Women’s rights activists urge police not to close a sexual harassment case involving late Seoul Mayor Park Won-soon in front of Busan City Hall on Wednesday. [SONG BONG-GEUN]

Women’s rights activists urge police not to close a sexual harassment case involving late Seoul Mayor Park Won-soon in front of Busan City Hall on Wednesday. [SONG BONG-GEUN]
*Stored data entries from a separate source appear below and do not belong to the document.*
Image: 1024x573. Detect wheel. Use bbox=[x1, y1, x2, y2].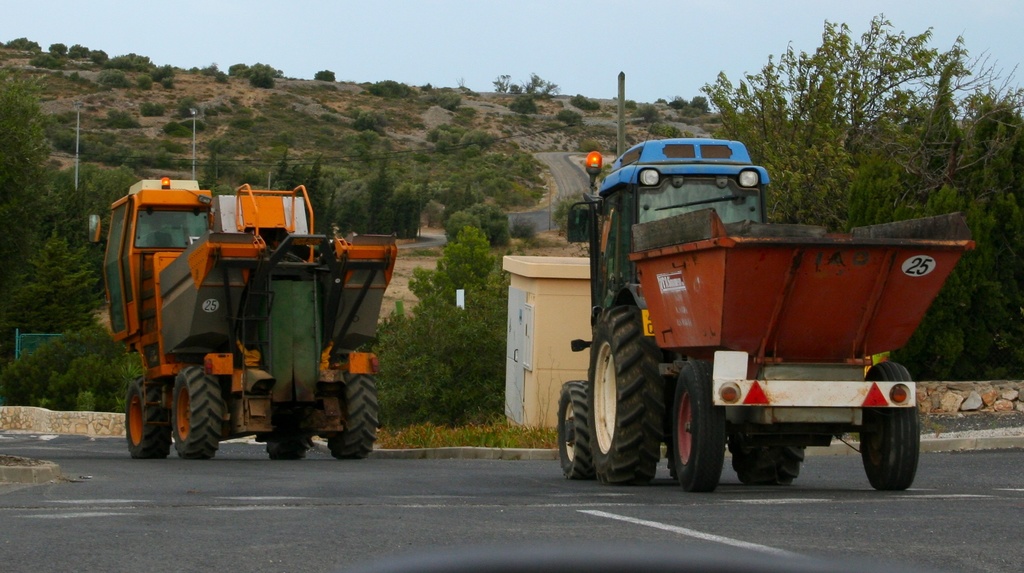
bbox=[863, 398, 924, 479].
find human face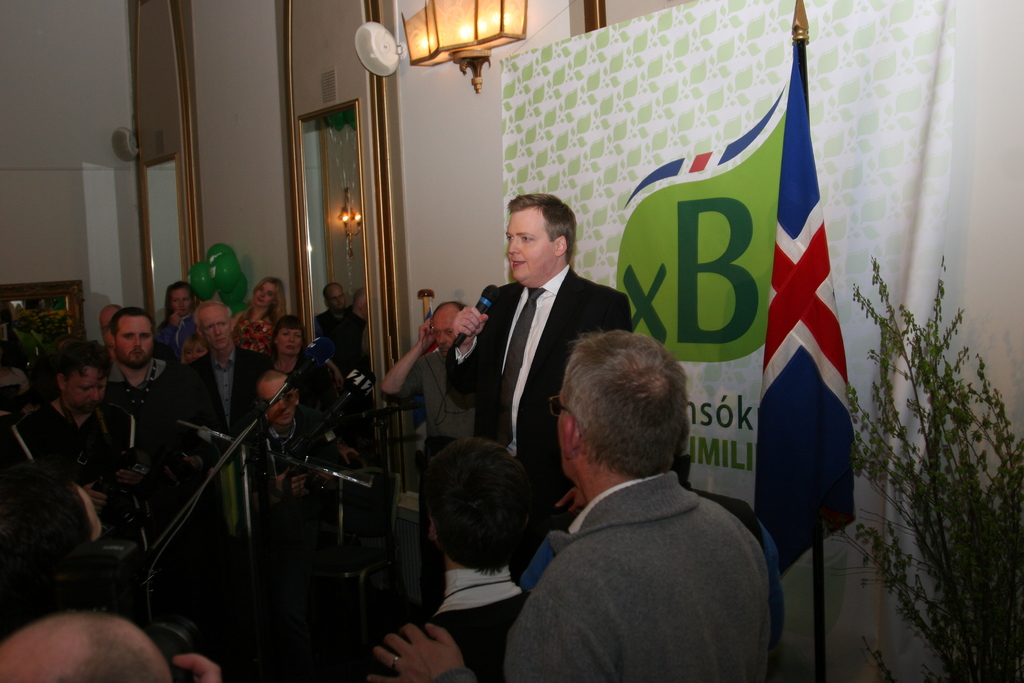
<bbox>506, 208, 557, 289</bbox>
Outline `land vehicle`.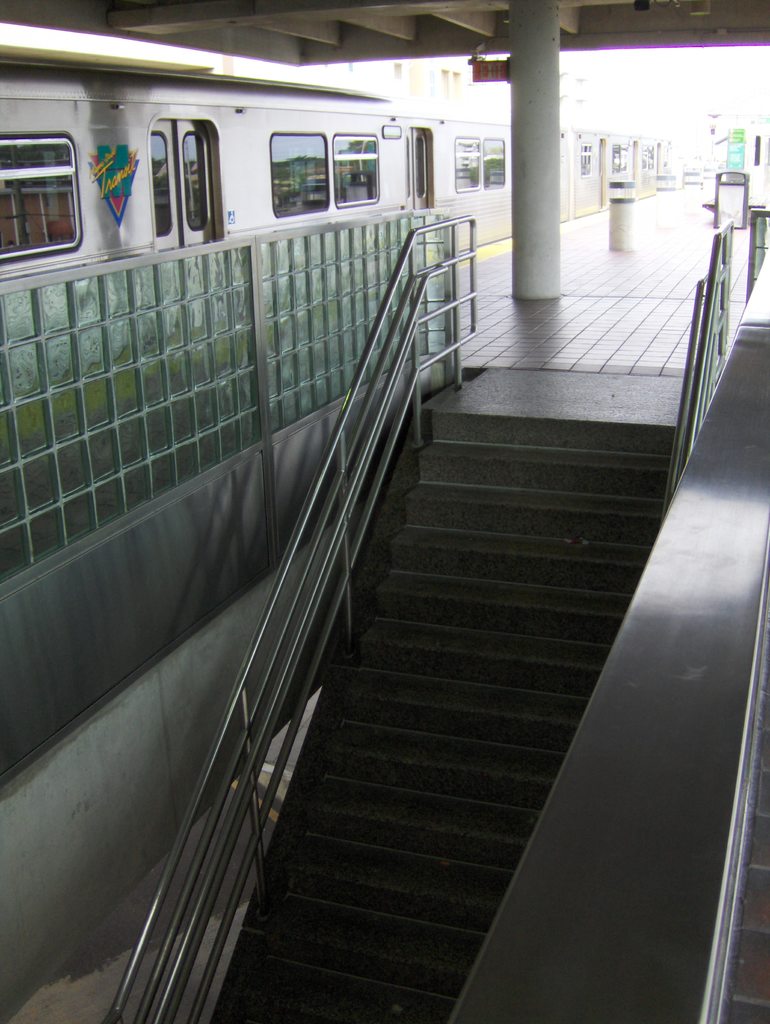
Outline: box(0, 56, 678, 280).
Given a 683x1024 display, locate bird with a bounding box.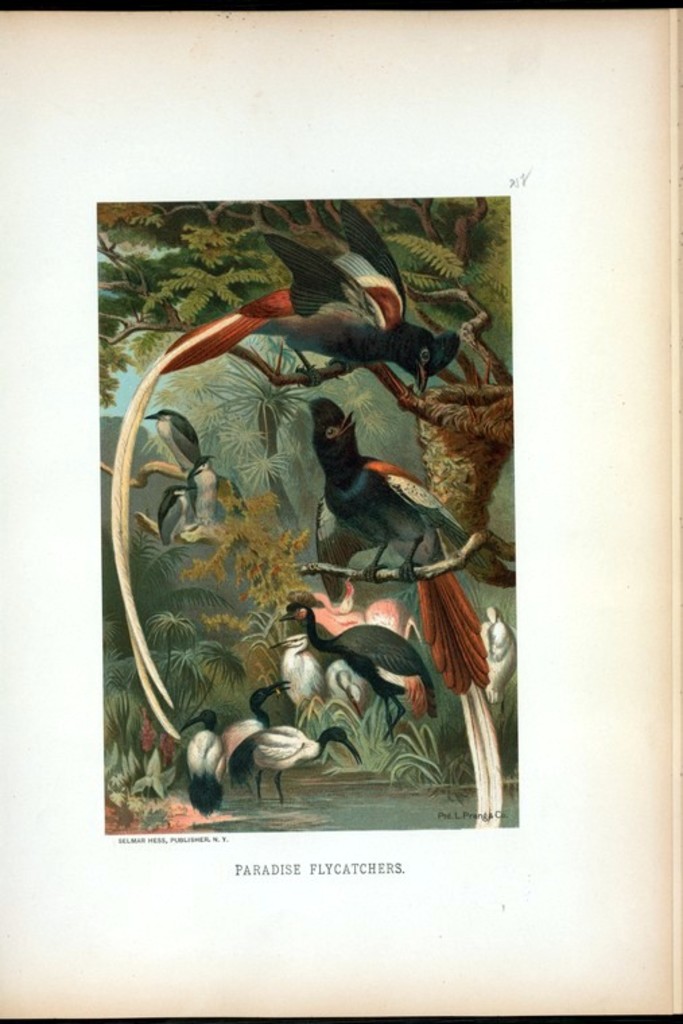
Located: left=129, top=402, right=216, bottom=481.
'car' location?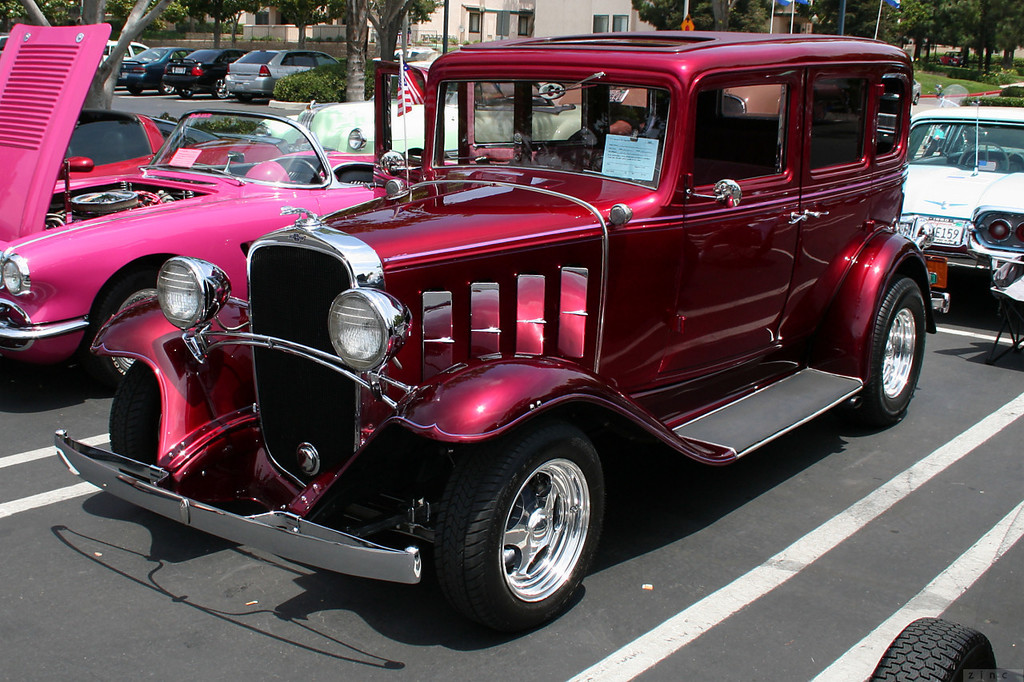
detection(167, 48, 245, 101)
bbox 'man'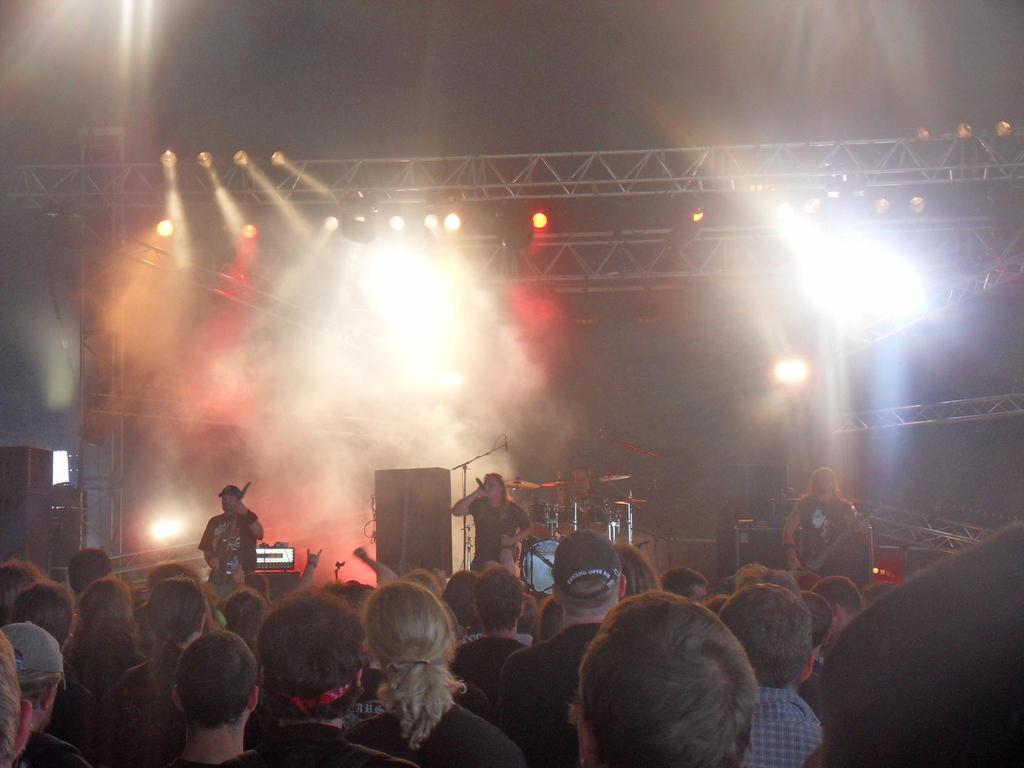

The Seoul Metropolitan Government said Wednesday it would form an investigative team with outside experts to “thoroughly reveal the truth” about the sexual harassment allegations that led to the suicide of Seoul Mayor Park Won-soon.
 
But in the city government’s first official press conference about the allegations, held six days after Park's suicide, officials adamantly refused to answer any questions about the accusations or explain precisely how and when the investigation will take place, saying they feared their comments could cause “secondary harm” to individuals. 
 
The city’s spokesman Hwang In-sik said in the briefing that the investigative team will include women’s rights, human rights and law experts from outside the city government, adding that Seoul City Hall “sympathizes with the pain and suffering” of the alleged victim.
 
But some legal experts doubted the internal probe will have any tangible effect on the victim and her claims that the Seoul government ignored her requests for help, given that the team will have no investigative prerogatives akin to those of the police or prosecution, such as conducting raids.
 
Police said last Friday — hours after Park was found dead at 12:01 a.m. by a police dog on Mount Bukak in Seoul, near his residence — that it would close the nascent sexual harassment case due to the mayor’s death, as the alleged perpetrator had died.  
 
Park was found dead a day after his former secretary filed a sexual harassment complaint with the Seoul Metropolitan Police Agency on July 8. It remains a major mystery how the mayor learned of the complaint, with the possibility that someone leaked the information to him.
 
The secretary’s representatives, mostly women’s rights activists, have been urging the Seoul Metropolitan Government and police to dig into the case and shed light on the victim’s ordeal, saying, “The true nature of the case does not disappear just because the suspect does not exist anymore.”
 
The main opposition United Future Party (UFP) as well as several activists’ groups and right-wing figures have also called for the police and prosecution to investigate the sexual harassment allegations and suspicions that Seoul government officials turned a blind eye.
 
The Seoul Metropolitan Government replied to those mounting calls with Wednesday’s announcement of its internal probe, but the police and prosecution have so far made no remarks indicating they would look into the victim’s complaint.  
 
The police are still investigating the motive behind the late mayor’s suicide, which was not addressed in the suicide note left at his home. Park’s former chief secretary, Koh Han-seok, was summoned to the Seongbuk Police Precinct in central Seoul Wednesday for three and a half hours of questioning from 9 a.m.
 
Koh may have been the last person to speak with Park. As he left the precinct, the former chief secretary told reporters he last spoke with Park at 1:39 p.m. on July 9, about 10 hours before he was found dead on the mountain, but refused to reveal details.
 
In a text message to the Seoul City Hall’s press corps, the city government denied media reports indicating Koh knew about the victim’s allegations, saying he neither knew nor received any report about it.
 
Koh is among 27 “special administrative service” officials in the Seoul city government, mostly secretaries and advisors to Park, who were automatically dismissed last Friday following Park’s death, as per a domestic law that states their work contracts expire when their local government chief leaves office.
 
Seoul police are also probing allegations raised by the mayor’s former secretary that her personal information was being circulated online, and becoming fodder for malicious comments from Park’s supporters. She was summoned for questioning by police Tuesday.